ProPublica is still the darling of the major media. CNN Senior Media Correspondent Brian Stelter called ProPublica “one of the country's most respected news organizations” in the Reliable Sources newsletter. (He meant by fellow newsies. Most Americans have never heard of it until this week.)

ProPublica has received four Pulitzer Prizes and numerous other awards. Its 46 separate 2017 media partners included The New York Times, USA Today and NPR.

Ironically, ProPublica Illinois just posted a story Tuesday about its commitment to “Keep Bias Out of Stories.” It included this nugget: “We stick with the facts, and several editors read every story.”

2. Journalists Play Chiefs of Staff: The Haspel appointment wasn’t the only one the media fixated on this week. President Trump was making more moves in his Cabinet and journalists had two consistent views – the people he adds are bad and people he fires are good.

New Secretary of State nominee Mike Pompeo was called a “Benghazi bomb-thrower” by Washington Post Reporter Erica Werner. The “Democracy Dies in Darkness” staffer then deleted her tweet. So much for transparency.

The media targeted President Trump’s new economic adviser as well. Former CNBC host Larry Kudlow was mocked by The New York Times. It carried a story with the headline: “6 of Larry Kudlow’s Not-So-on-the-Money Predictions.” What the Times likes to forget is that it employs economist Paul Krugman who had to apologize for his post-election prediction. Here’s what he wrote election night, 2016: “If the question is when markets will recover, a first-pass answer is never.”

CNN Political Director David Chalian looked down his nose at Kudlow, calling him “a cable TV personality.” One wonders if Chalian remembers where he works.

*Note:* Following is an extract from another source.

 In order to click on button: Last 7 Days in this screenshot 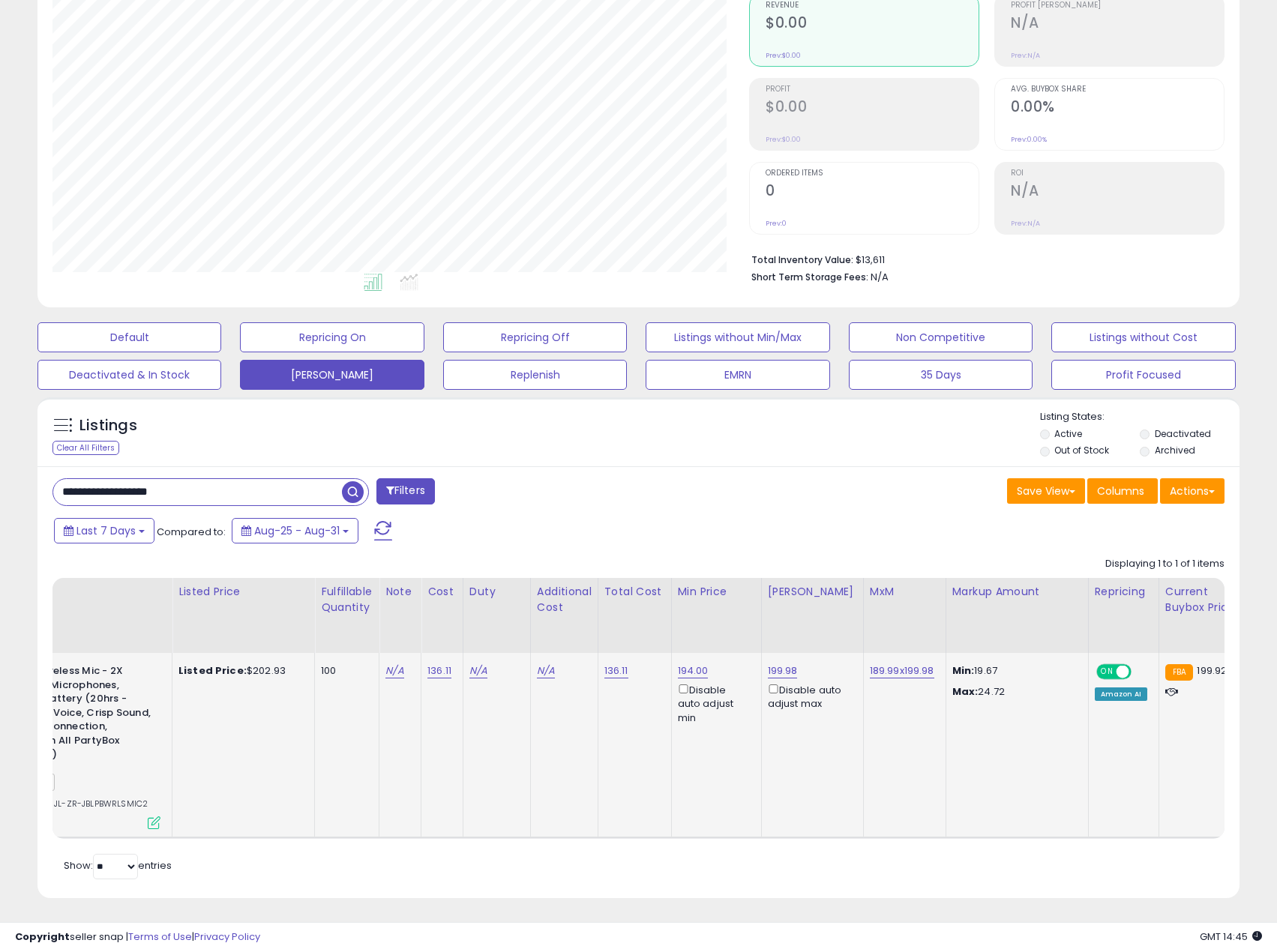, I will do `click(104, 531)`.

Over at MSNBC, they were baffled by Kudlow’s religious faith and his comment that “however things work out, it will be God’s will.” Co-Anchor Stephanie Ruhle acted stunned. “That’s an interesting way to talk about being the national economic adviser to the president. God’s will?”

Seriously, do media people never encounter anyone with religious faith or are they just reflexively anti-faith?

Then there was the “60 Minutes” attack on Education Secretary Betsy DeVos. It referred to her as “the most hated member of the Trump Cabinet” and reminded viewers twice that she’s a “devout Christian.” Scary.

But when it looks like President Trump is firing someone the media like, it all goes bad. MSNBC Anchor Nicolle Wallace asked if the president is “a bleep-hole” for considering firing former FBI Deputy Director Andrew McCabe (who was later fired by Attorney General Jeff Sessions).

Or there’s Secretary of State Rex Tillerson, also canned this week. When he was chosen, the New York Times wrote: “Rex Tillerson, an Aggressive Dealmaker Whose Ties With Russia May Prompt Scrutiny.” Now that he’s out, we get a column: “In Faint Praise of Rex Tillerson.” Columnist Thomas Friedman tweeted: “Rex Tillerson: The worst Secretary of State ever – and I am really going to miss him.”